[Saved data entries]
=======
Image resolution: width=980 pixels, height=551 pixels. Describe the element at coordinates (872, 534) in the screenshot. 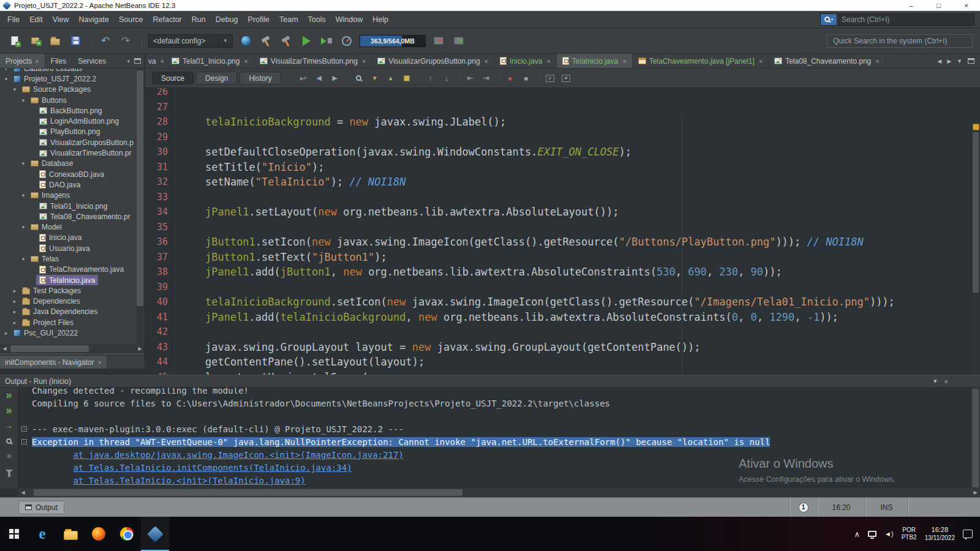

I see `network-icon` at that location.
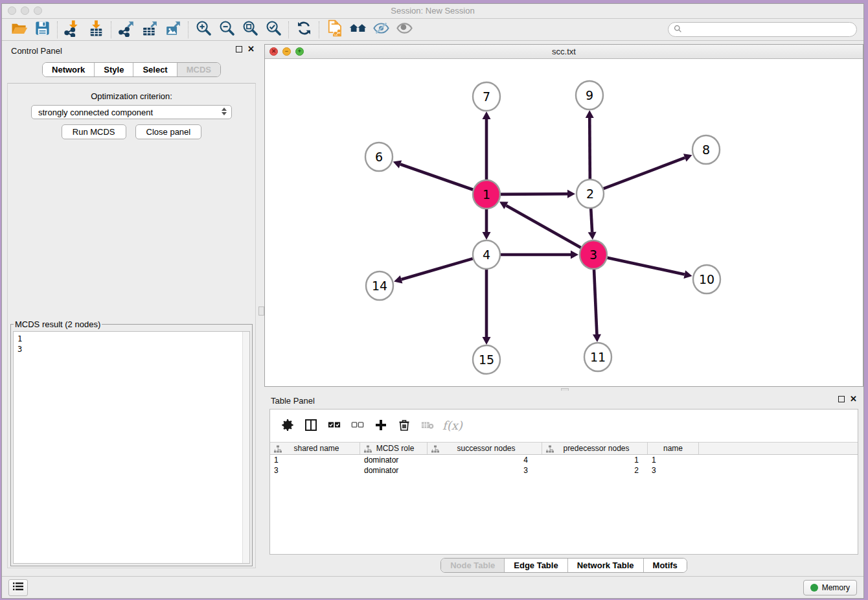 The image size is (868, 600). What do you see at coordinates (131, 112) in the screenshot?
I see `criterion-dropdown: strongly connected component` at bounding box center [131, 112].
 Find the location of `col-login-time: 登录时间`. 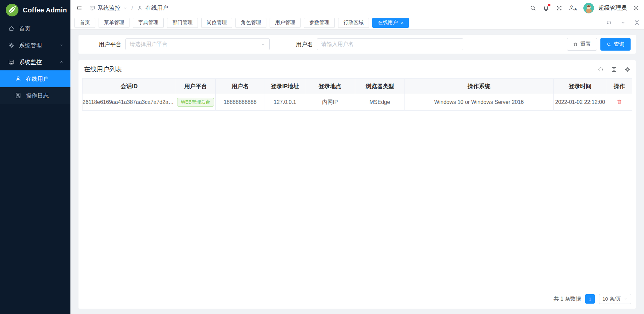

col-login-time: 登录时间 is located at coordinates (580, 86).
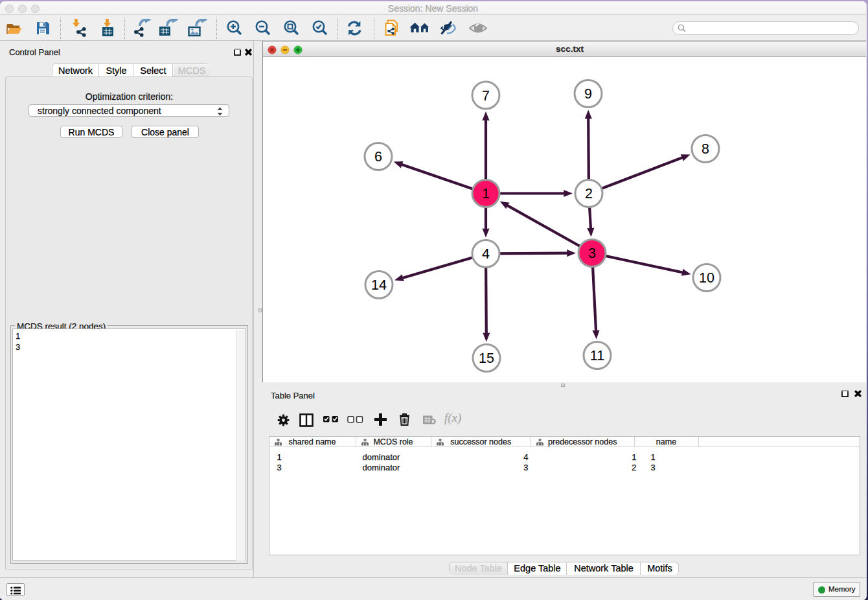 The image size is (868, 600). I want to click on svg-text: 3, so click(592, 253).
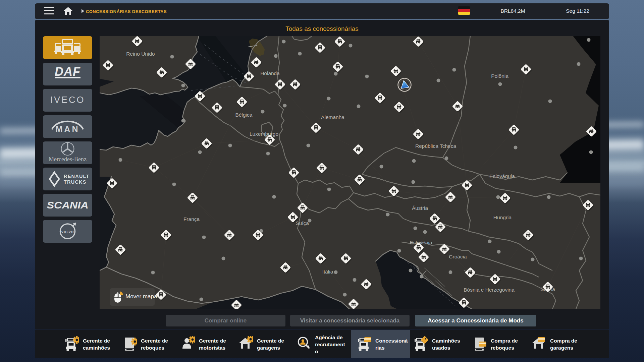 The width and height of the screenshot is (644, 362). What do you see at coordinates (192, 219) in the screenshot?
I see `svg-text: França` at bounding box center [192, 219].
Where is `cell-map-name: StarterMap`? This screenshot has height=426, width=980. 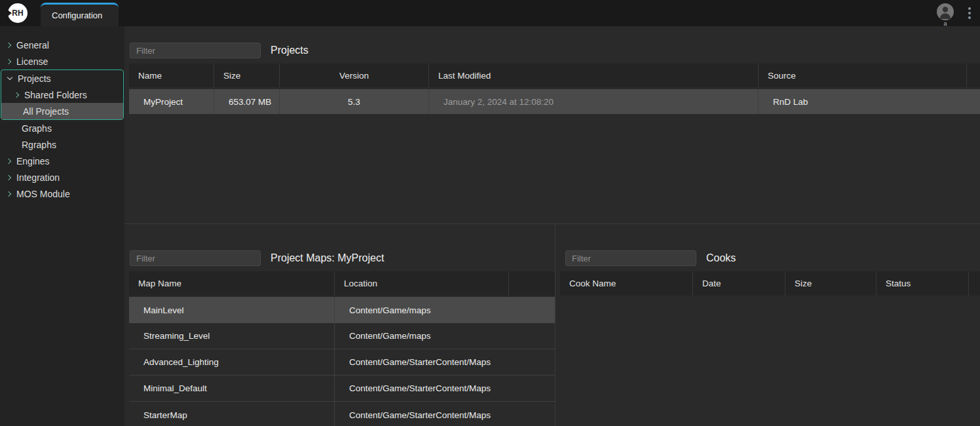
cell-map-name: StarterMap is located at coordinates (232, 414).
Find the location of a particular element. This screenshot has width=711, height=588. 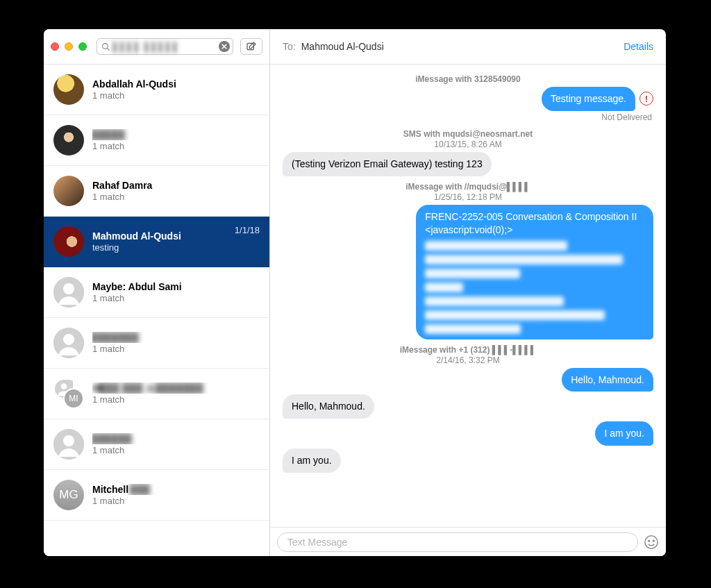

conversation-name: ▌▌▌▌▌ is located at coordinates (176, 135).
=======
Please print the records above once more, word for word, omitting all pictures.

Image resolution: width=980 pixels, height=551 pixels. Describe the element at coordinates (872, 534) in the screenshot. 

I see `network-icon` at that location.
 The image size is (868, 600). What do you see at coordinates (131, 112) in the screenshot?
I see `criterion-dropdown: strongly connected component` at bounding box center [131, 112].
 Find the location of `col-login-time: 登录时间`. 

col-login-time: 登录时间 is located at coordinates (580, 86).
 The image size is (868, 600). I want to click on svg-text: 3, so click(592, 253).
 The width and height of the screenshot is (644, 362). What do you see at coordinates (192, 219) in the screenshot?
I see `svg-text: França` at bounding box center [192, 219].
Where is `cell-map-name: StarterMap`? This screenshot has height=426, width=980. 
cell-map-name: StarterMap is located at coordinates (232, 414).
Find the location of a particular element. This screenshot has width=711, height=588. 

conversation-name: ▌▌▌▌▌ is located at coordinates (176, 135).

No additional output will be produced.